Raising singleton pups is different from puppies with litter mates. The puppy who doesn't grow up with siblings will miss out on some important life lesson like bite inhibition and dog/dog communication. He will be way more humanized than most puppies and may be prone to seperation anxiety where his people are concerned. Only puppies, a lot like only children (that me LOL), also tend to be pushy and bossy towards people. They didnt ever have any compeition for food, or toys or anything in those first few weeks of life and so they don't understand when something is denied to them. It's more work to raise an only puppy and they aren't for everybody.

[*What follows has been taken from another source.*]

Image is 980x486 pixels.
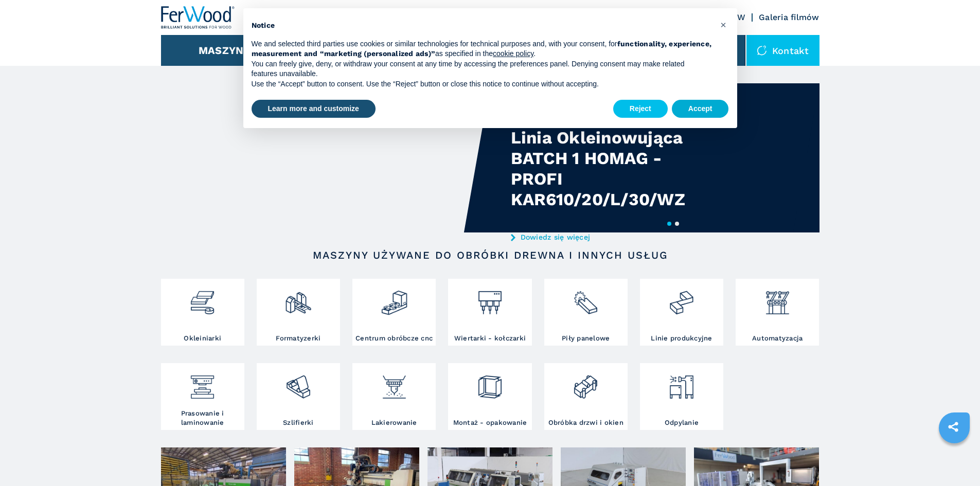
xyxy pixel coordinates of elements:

All that said, it ISN'T difficult to have such a puppy, just more work. You have to do double time with things like socialization, seperations, communication. Have younger children will make teaching bite inhibition all the more important. Really, like I said, it isn't all that difficult

You just have a couple of extra steps to take and there are no short cuts really. On the bright side the puppy will already wat to be part of a human family because other than it's mother people may be all he/she knows. Thats always a plus so long as the human family teaches the puppy very early on that it is also OK and Normal to be left on their own for short periods of time.
I've raised several single puppies, made a bit of a specialty out of it. Mr. Wonderful is the third such puppy to grow up in my home in the last. It's pretty common for tibetan spaniels to only have one puppy or one surviving puppy. Howie was the first and he is almost 9... so far so good. Wonder had brothers so maybe she doesn't count. She was to sick as a baby to spend much time with the litter, she was pretty much hand raised. YES she has seperation issues because I was a bad mommy and didn't do my job right. We've also had two others including Mr. Wonderful now.